There have been countless meetings that ended at around 11 at night, endless iterations, and plenty of issues we expected to solve over the dinner table, next to the client, aka my dad.
I gave it my best. For more than two years, there wasn’t much in my life besides shaping up this factory and making it shine. Sharing common values fueled our energy tanks, as well as being aligned in how we understand what perseverance looks like. To some extent, it paid off.
The project won a couple of architecture prizes, got published, and is still considered an excellent example of industrial architecture. I mostly cherish it because it has shown me what I’m capable of. But, at the same time, it eroded my relationship with my father.
After the project finished, the people and machines moved into the new headquarters; I tried to figure out which way to go conceptually and strategically with my office. Since this challenge swallowed two+ years of my life, all of a sudden, I wasn’t that busy anymore. Soon enough, the pandemic kicked off, which made what followed even harder than the past two years spent on the site and in the office.
Looking at this experience through other lenses
While the whole planet was slowing down because of the virus, I needed to slow down due to burnout. I started therapy, took a step back from the crazy 60h/work-week that I was used to, and tried to redefine my relationship with both work and my father. As my best friend would say, “It’s time to accept that easy-going is a worthy route to go from time to time.” With the opposite, hard work and compromise, I was way too familiar.
I’m grateful for going to therapy because I better understood how relationships work and how each of them fits in my life. No more one-size-fits-all. I acknowledged that my father led by example things I value and find inspiring: courage, vision, generosity, excellence. While I embrace them and let them guide me, I do it on my terms, with a more nuanced perspective onboard.
I grasped that balance is a real thing, but it does not come naturally. I took time and energy to learn how to achieve it at my pace, understand how liberating limits are, listen to my needs, and find the best approach to cover them.
I also made peace with the constant pressure of trying to have everything at the same time. I accepted there’s no such thing. And I learned that I need to have patience, mostly with myself.

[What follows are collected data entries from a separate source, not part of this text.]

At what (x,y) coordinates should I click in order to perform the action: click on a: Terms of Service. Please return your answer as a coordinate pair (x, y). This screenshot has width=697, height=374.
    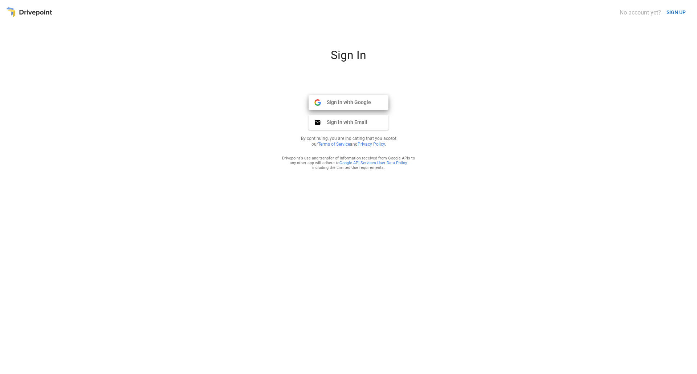
    Looking at the image, I should click on (334, 144).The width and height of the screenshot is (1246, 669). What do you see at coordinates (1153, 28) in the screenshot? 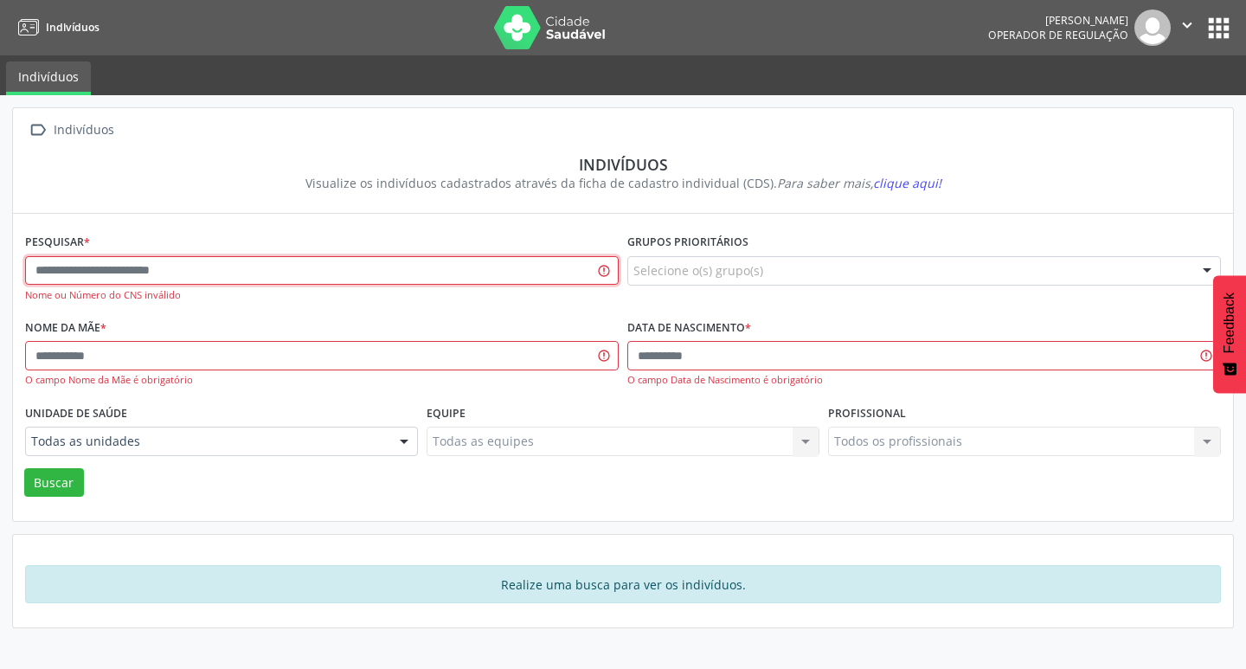
I see `img: img` at bounding box center [1153, 28].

I fast-forwarded my career
As adults, we are free to make choices and own them. Even though I don’t regret the long meetings over the dinner table, the clashes of opinions, the edgy corners of our relationship, nor the massive amount of effort, I look at things differently.
I acknowledged the hidden costs (no personal life, too little sleep, too many busy weekends, etc.), and I started to make choices more aligned with my particular needs and desires.

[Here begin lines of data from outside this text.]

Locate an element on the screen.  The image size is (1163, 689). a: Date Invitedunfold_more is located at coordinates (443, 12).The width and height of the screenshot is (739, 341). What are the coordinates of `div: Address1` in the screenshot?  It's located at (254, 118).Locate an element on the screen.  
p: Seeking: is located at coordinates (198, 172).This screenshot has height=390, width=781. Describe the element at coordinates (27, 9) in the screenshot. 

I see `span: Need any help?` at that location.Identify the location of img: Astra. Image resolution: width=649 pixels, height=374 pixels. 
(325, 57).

I will always be grateful to my cousin for giving me the space to work on projects at a level that a recent architecture graduate (like I was at that time) could only dream of. I am genuinely honored and thankful that my dad chose me as the architect for his new factory. I am grateful for the trust and the opportunity to fast forward my career and challenge my assumptions at a very young age. To some extent, I feel that everything in my life took me to design this building for my father and to make a dent in the universe.

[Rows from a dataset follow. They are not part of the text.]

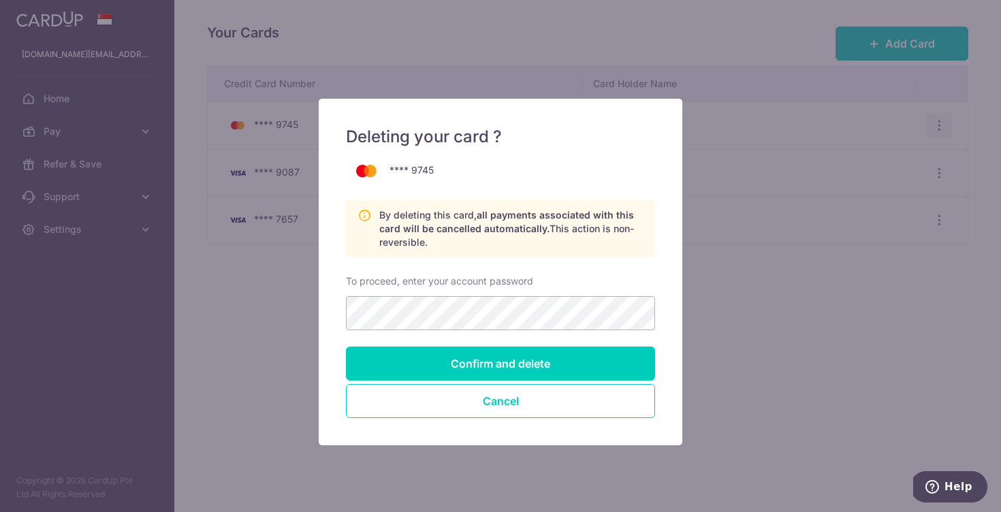  What do you see at coordinates (500, 137) in the screenshot?
I see `h5: Deleting your card ?` at bounding box center [500, 137].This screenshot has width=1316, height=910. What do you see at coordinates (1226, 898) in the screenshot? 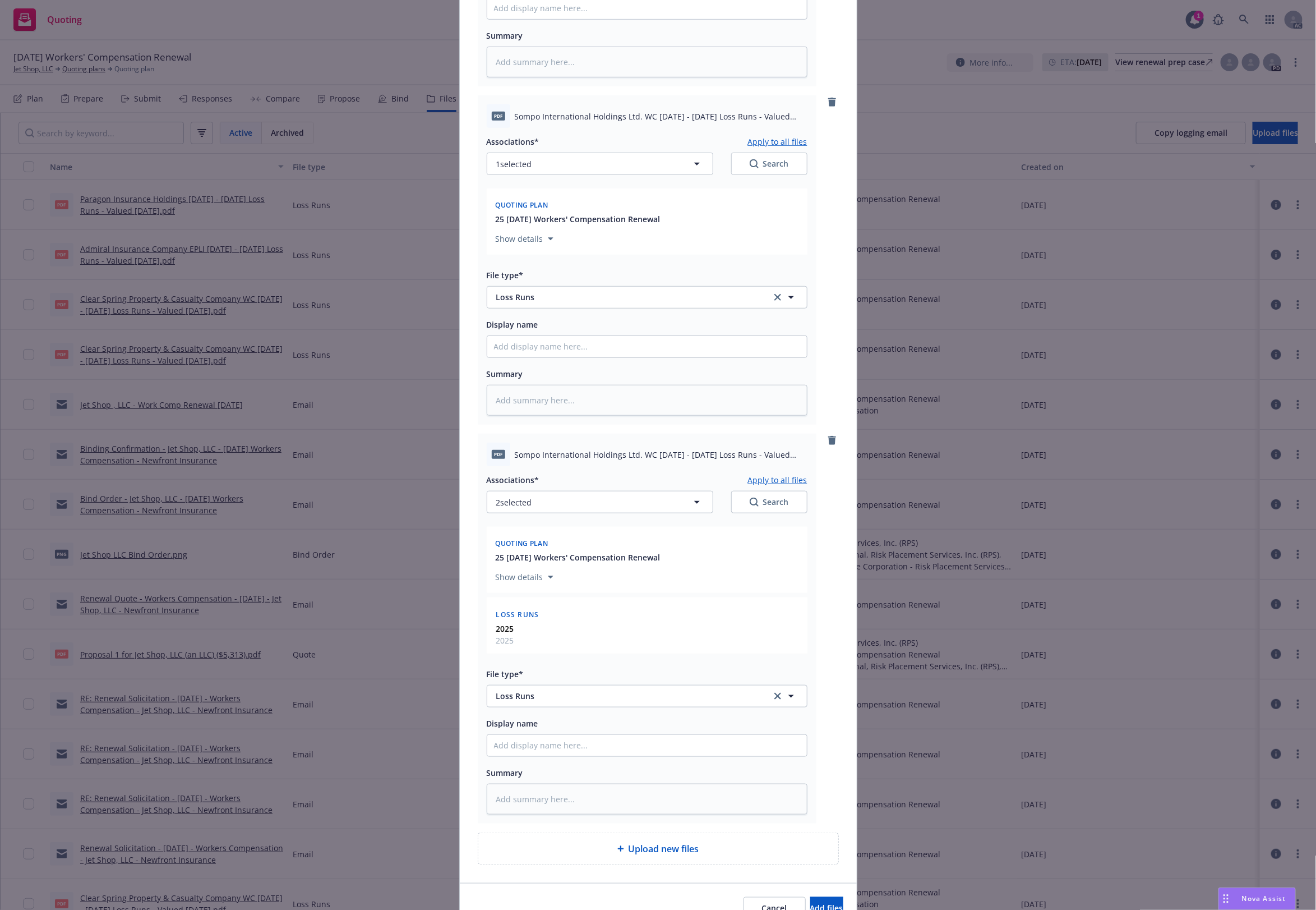
I see `div: Drag to move` at bounding box center [1226, 898].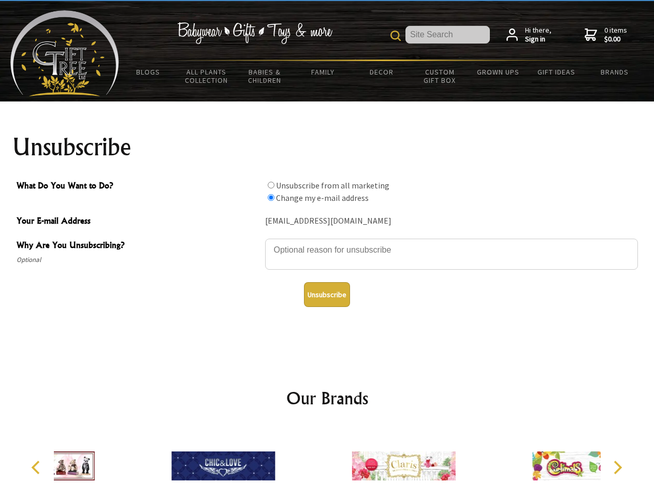 This screenshot has height=497, width=654. What do you see at coordinates (327, 295) in the screenshot?
I see `button: Unsubscribe` at bounding box center [327, 295].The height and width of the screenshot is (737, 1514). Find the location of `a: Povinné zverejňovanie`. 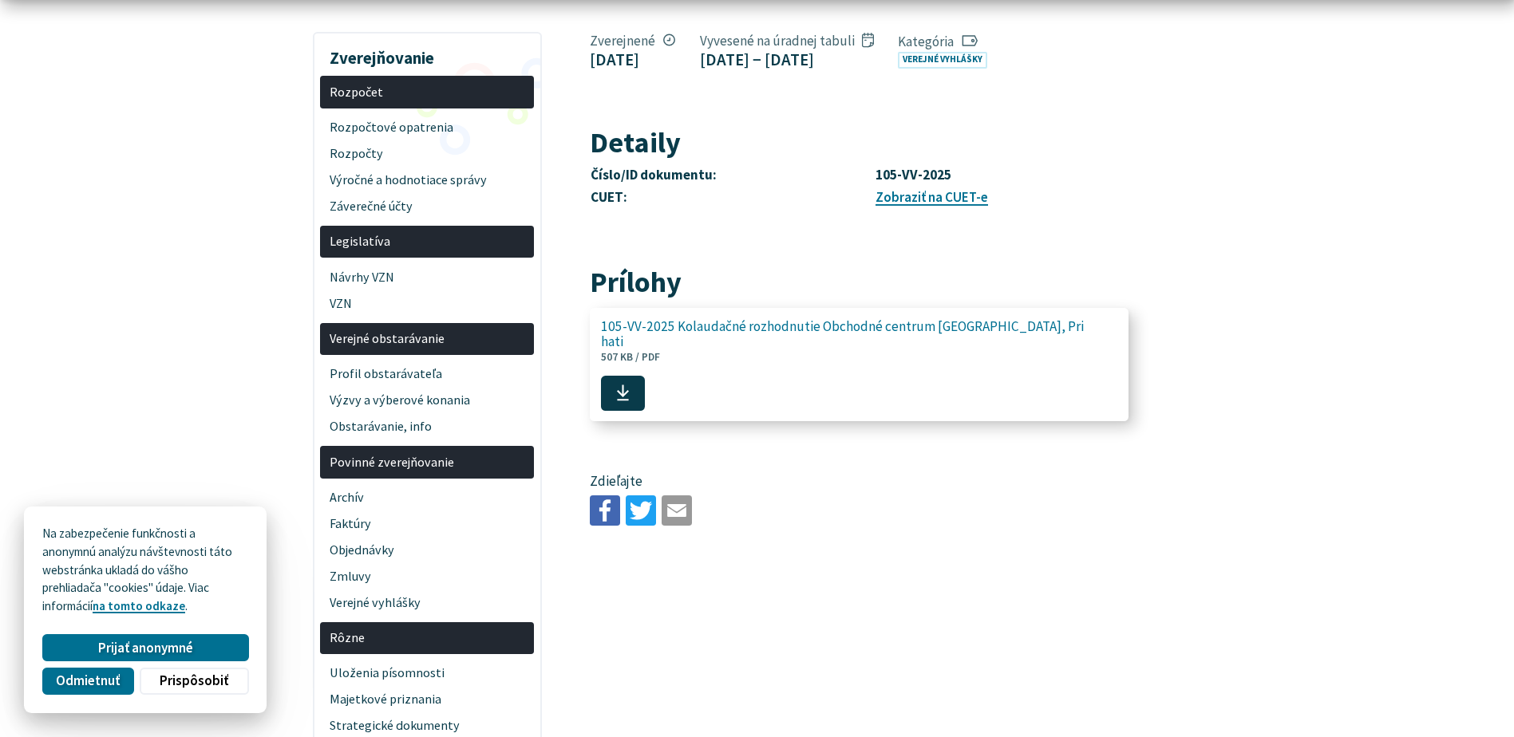

a: Povinné zverejňovanie is located at coordinates (427, 462).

If someone would ask “Will you accept a similar challenge and work with a member of your family in the future?” my first thought would be that I would do it again. In a way, I feel that my work is better when I invest emotionally on a deeper level. But that also takes a toll. So, today, I honestly don’t know, and that’s okay.
Be gentle with yourself,
—Alexandra
Contributors of this story: Alexandra Berdan wrote this gem, Oana Filip provided feedback and edited it, Andrei Ungurianu put it all together, George Olaru designed it, Răzvan Onofrei was in charge with the development, Katerina Nedelcu took the photo.